Damani: Has your investing style changed or after this Coronavirus, do you think the world will be different once we return back to some sort of normalcy? Will you look at stocks differently or different industries would be winners?
Naren: I think working from home itself has been a revelation. Sometime you don’t know that you have been working on Saturday from morning to night and you don’t realise it. I think a lot of things are going to change but we have to put our thoughts together and see how we have to look at things differently. I think there is a lot of activity we have to do and analyse on how to think about various things differently from what we did in the pre-Corona period. What has taught me is at the end of the day you will have euphoria, you will have panic, in panic people behave in a particular way, in euphoria people will behave in a particular way. At the end of the day we are managing public money, we have a responsibility to manage public money in a responsible way, all these challenges will remain and will continue to remain. The ability to communicate to everybody that they are managing money responsibly, we can also make mistakes but at the same time we are still managing money responsibly, all these are going to be continuous challenges which will remain. Whether Corona comes or goes and what happens due to Corona all those things will continue to be.
Damani: You said about managing public money and it is a huge burden, you are one of the largest asset managers in the country, do you feel the pressure in times like this when the markets are down, negative returns are there across all mutual funds, does the pressure get to you sometimes?
Naren: After 2007-2009 we came to a conclusion that we have to launch and recommend funds which are more defensive. So we came up with this entire category which is focused on asset allocation, as the category which can be sold throughout the country. That model Nimesh managed to get the entire sales team to market and this category has actually given investors a much better experience than the market in all market declines. Given that most of the investors want safer market experience and we believe that, that is the only way forward. You cannot sell the most aggressive products both in equity and in debt to everybody because it is not working. You have to sell intermediate risk products to everybody because that is the only model which can actually make investors stay with you through cycles and live with you in the long run. Once they stay with you through cycles, they are going to make huge money in Indian asset markets both in equity and debt.
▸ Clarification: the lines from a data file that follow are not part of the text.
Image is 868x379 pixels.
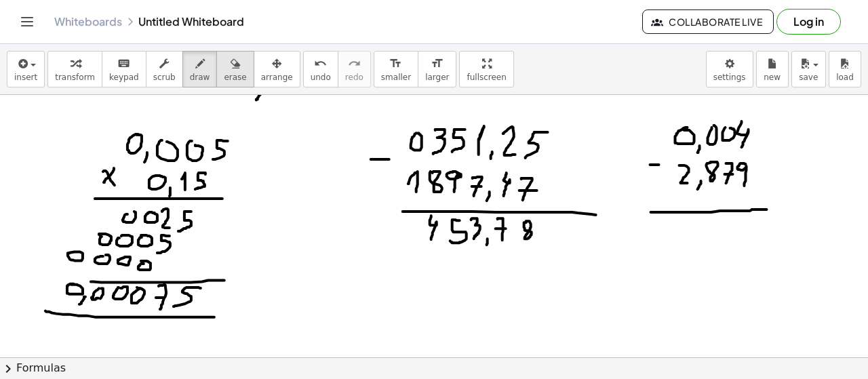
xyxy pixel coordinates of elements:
[109,73,139,82] span: keypad
[459,51,514,87] button: fullscreen
[153,73,176,82] span: scrub
[417,51,456,87] button: format_sizelarger
[117,55,130,72] i: keyboard
[381,73,411,82] span: smaller
[348,55,361,72] i: redo
[642,10,773,34] button: Collaborate Live
[55,73,95,82] span: transform
[430,55,443,72] i: format_size
[345,73,364,82] span: redo
[654,16,762,28] span: Collaborate Live
[338,51,371,87] button: redoredo
[776,9,841,35] button: Log in
[836,73,854,82] span: load
[798,73,817,82] span: save
[254,51,300,87] button: arrange
[756,51,788,87] button: new
[183,51,217,87] button: draw
[55,15,122,29] a: Whiteboards
[48,51,102,87] button: transform
[389,55,402,72] i: format_size
[763,73,780,82] span: new
[216,51,254,87] button: erase
[261,73,293,82] span: arrange
[303,51,339,87] button: undoundo
[373,51,418,87] button: format_sizesmaller
[713,73,745,82] span: settings
[829,51,861,87] button: load
[16,11,38,33] button: Toggle navigation
[190,73,210,82] span: draw
[467,73,506,82] span: fullscreen
[7,51,45,87] button: insert
[314,55,326,72] i: undo
[14,73,37,82] span: insert
[311,73,331,82] span: undo
[223,73,246,82] span: erase
[706,51,753,87] button: settings
[425,73,448,82] span: larger
[791,51,826,87] button: save
[101,51,146,87] button: keyboardkeypad
[145,51,183,87] button: scrub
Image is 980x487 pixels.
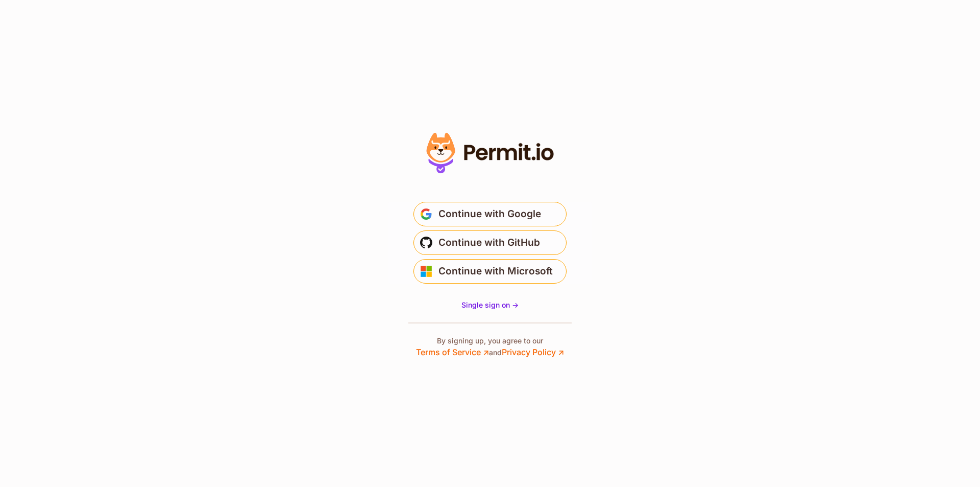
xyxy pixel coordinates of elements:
button: Continue with GitHub [414,231,566,255]
a: Privacy Policy ↗ [502,347,564,357]
a: Terms of Service ↗ [416,347,489,357]
span: Single sign on -> [461,300,519,309]
button: Continue with Google [414,202,566,226]
button: Continue with Microsoft [414,259,566,284]
a: Single sign on -> [461,300,519,310]
span: Continue with GitHub [438,235,540,251]
span: Continue with Google [438,206,541,222]
span: Continue with Microsoft [438,263,553,280]
p: By signing up, you agree to our and [416,336,564,358]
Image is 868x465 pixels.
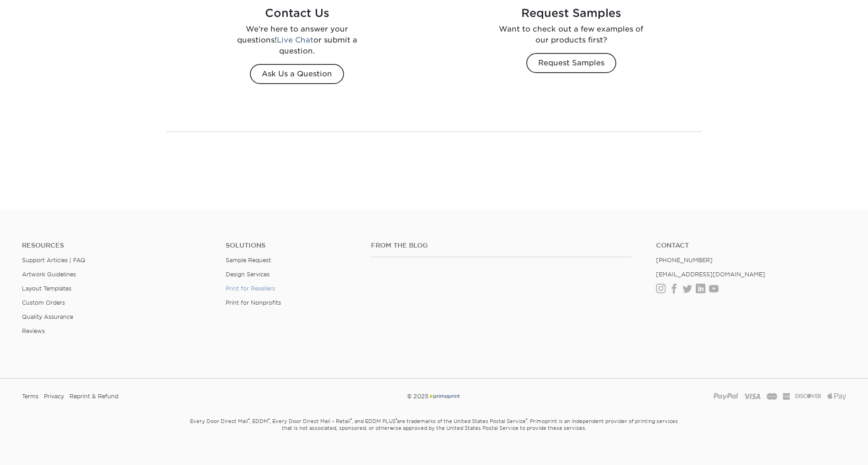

That is the lesson we learnt and that is how we created categories like balanced advantage, all seasons bond like dynamic bond categories and those kind of categories is what we think will lead investors to stay with us through cycles and make moderate returns in up markets but deliver huge returns over the long term and give investors a happy framework for long term investing through mutual funds and that is the only way in which we can manage public money of a very large order.  Choosing the high risk, high return products won’t work.